Dr. Ephraim Kamuhangire, Senior Presidential Advisor on Culture wrote in The New Vision, Friday, September 2, 2011, under the headline “There is value in pastoralists.” He was responding to an article by Nwoya woman Member of Parliament (M.P), Lilly Adong, which had appeared in the same paper on August 24. Adong’s article was, in turn, a response to an article by Bosco Ochira in the same paper of August 18. All the three articles were about the invasion of Nwoya by Balaalo.
Dr. Kamuhangire made some factual errors, which must not go uncorrected. He claims that records of the 1931 population census show that there were 30 Balaalo in Kyoga, then part of Lango District. What has that number got to do with the current and on-going invasion of various districts by Balaalo? Quoting ancient figures does not help solve the problems being caused to other Ugandans by the Balaalo.
It is true that the cattle of Balaalo destroy people’s crops in Nwoya. The presence of Balaalo cannot, therefore, be of value to the people whose crops are being destroyed. Hon. Adong was irrefutably clear and correct on this. In addition, the Balaalo are so arrogant that no reasonable person would welcome them. A story is told of a Mulaalo whose cattle destroyed two acres of somebody’s cassava in Nwoya, telling that person that “my cattle only eat the leaves but not the tubers which are in the ground.”
Kamuhangire does not seem to know the difference between pastoralism, nomadism and ranching. It is pastoralism that normally translates results in nomadic and transhumant society while ranching is an industry. To compare the ranches in Kiruhura with pastoralism which the Balaalo invaders are trying to export to Nwoya and elsewhere is to miss the point.
It is a big lie and a deliberate attempt to re-write history to state, as Dr. Kamuhangire did, that: “I need not remind us of the role the pastoralists played in the Lake Kyoga basin in the 1960s and 1970s in the establishment and sustenance of the Soroti meat packers.” There were no pastoralists, who owned animals, at the time in the Lake Kyoga basin. The Balaalo who were in Teso, Lango and Acholi at the time were employed as labourers to look after the cattle of the indigenous owners. We had one in our village called “Yowana”. They were paid in kind by milk and ghee. Later they started stealing the animals they were entrusted with and they were all chased away. The responsible UPC government had set up government ranches to supply Soroti meat packers, whose capacity was 2000 animals per day, to ensure constant and reliable supply.
The protection and promotion of Fundermental and Other Human Rights and Freedoms provided in Chapter Four of the 1995 Constitution are very clear. They have been part of all our constitutions since 1962. Article 29 (2)(a), which Dr. Kamuhangire, and others like him, seem to misinterpret does not protect the Balaalo who move to occupy land in other districts by force. It reads: “29. (2) Every Ugandan shall have the right – (a) to move freely throughout Uganda and reside and settle in any part of Uganda;” It is about the right of an individual, not a group of Balaalo moving with their animals on lorries and trailers to go and off-load them on other people’s land at night and at gun-point. People like Dr. Kamuhangire who support this method of land acquisition are the enemies of the integration of Ugandans as intended by the Constitution.
Dr. Kamuhangire says if there are Balaalo still left in Nwoya, they should be protected and those who have left should be encouraged to return. Protected and encouraged to return by who? By the state? Where would that leave the sanctity of land ownership? How can anybody advocate for the protection of invaders? The invaders must go, and they will go.
The most laughable and most unfortunate statement made by Dr. Kamuhangire is that allowing pastoralists to remain in Nwoya would provide employment to Acholi and the district would develop. Employment to do what? To look after and milk their cattle on our own land occupied without our consent? Pastoralists are by nature intrawards, incestuous, hardy, always seeking domination of neighbouring settled cultivators and troubling central governments. They will never employ anybody from a different group. So, what is Dr. Kamuhangire talking about?
The people of Nwoya and the people of Acholi as a whole are united against any move to grab their land. I call upon the Acholi MPs in the 9th Parliament to forget their partisan differences, unite and continue to spearhead the struggle to defend our heritage and the only asset left – The Land.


* [Your task]:
Omit the pictures while printing every entry below exactly as given.

(Extracted entries)

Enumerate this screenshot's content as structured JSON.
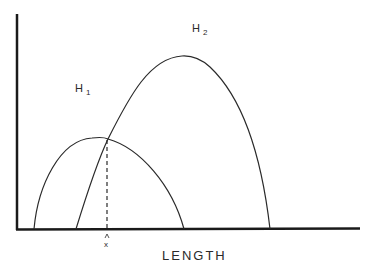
{
  "diagram": {
    "x_axis_label": "LENGTH",
    "marker_label": "x",
    "marker_arrow": "^",
    "curves": [
      {
        "name": "H",
        "subscript": "1",
        "label": "H1"
      },
      {
        "name": "H",
        "subscript": "2",
        "label": "H2"
      }
    ],
    "colors": {
      "line": "#2a2a2a",
      "axis": "#1a1a1a",
      "background": "#ffffff"
    }
  }
}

(End Extracted entries)

* [Written solution]:
Enumerate this screenshot's content as structured JSON.
{
  "diagram": {
    "x_axis_label": "LENGTH",
    "marker_label": "x",
    "marker_arrow": "^",
    "curves": [
      {
        "name": "H",
        "subscript": "1",
        "label": "H1"
      },
      {
        "name": "H",
        "subscript": "2",
        "label": "H2"
      }
    ],
    "colors": {
      "line": "#2a2a2a",
      "axis": "#1a1a1a",
      "background": "#ffffff"
    }
  }
}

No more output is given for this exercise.